On MacOS you can get everything with homebrew:
$ brew install python3 watchman
In Ubuntu, Mint and Debian use apt-get
:
$ sudo apt-get install python3 python3-pip watchman
We tested Pyre on Ubuntu 16.04 LTS, CentOS 7, as well as OSX 10.11 and later.
We're starting by creating an empty project directory, setting up a virtual environment.
$ mkdir my_project && cd my_project
$ python3 -m venv ~/.venvs/venv
$ source ~/.venvs/venv/bin/activate
(venv) $ pip install pyre-check
We now need to tell Pyre what to check by running
(venv) $ pyre init
This command will set up a configuration for Pyre (.pyre_configuration
) as well as watchman (.watchmanconfig
) in your project's directory.
We are now ready to run Pyre:
(venv) $ echo "i: int = 'string'" > test.py
(venv) $ pyre
ƛ Found 1 type error!
test.py:1:0 Incompatible variable type [9]: i is declared to have type `int` but is used as type `str`.

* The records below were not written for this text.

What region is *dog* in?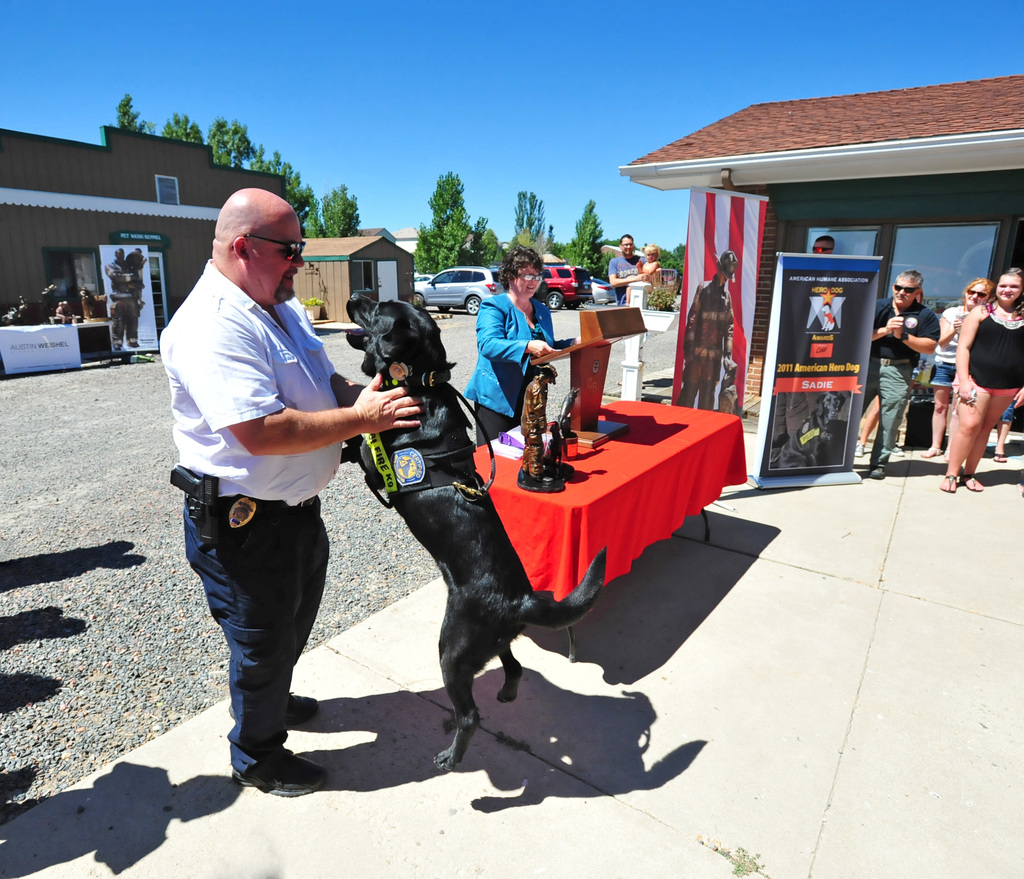
(716,352,746,415).
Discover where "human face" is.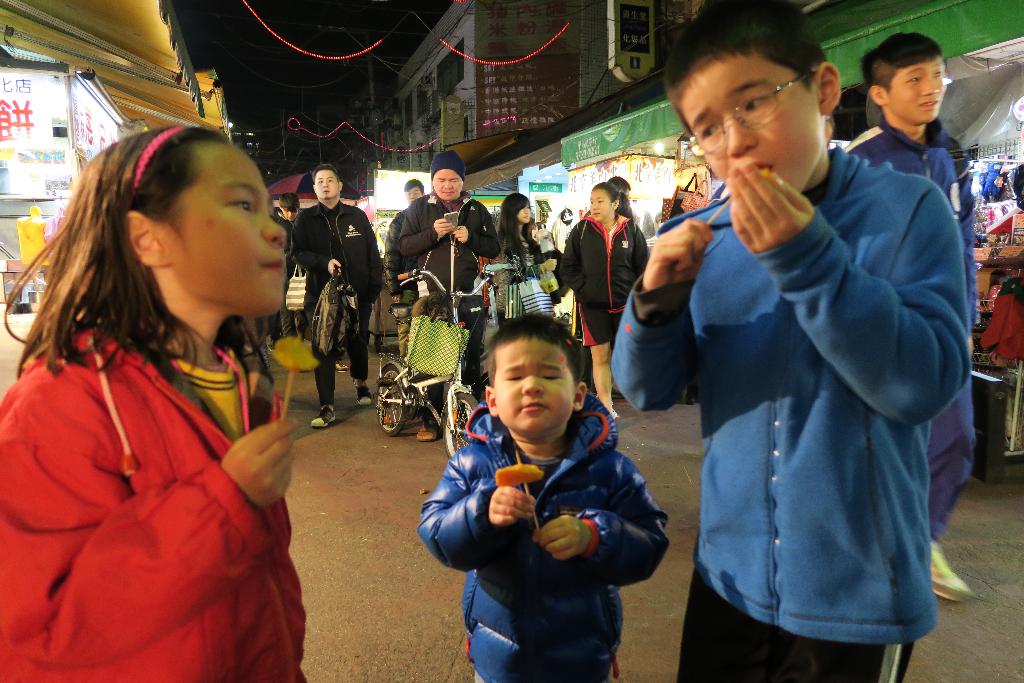
Discovered at (x1=493, y1=334, x2=577, y2=431).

Note that the first invocation initializes Pyre's server that handles incremental updates and will be slower than subsequent invocations – you can easily see this by invoking pyre
again and observe the same result instantaneously.
For more detailed documentation, see https://pyre-check.org.
See CONTRIBUTING.md for how to help out.
Pyre is licensed under the MIT license.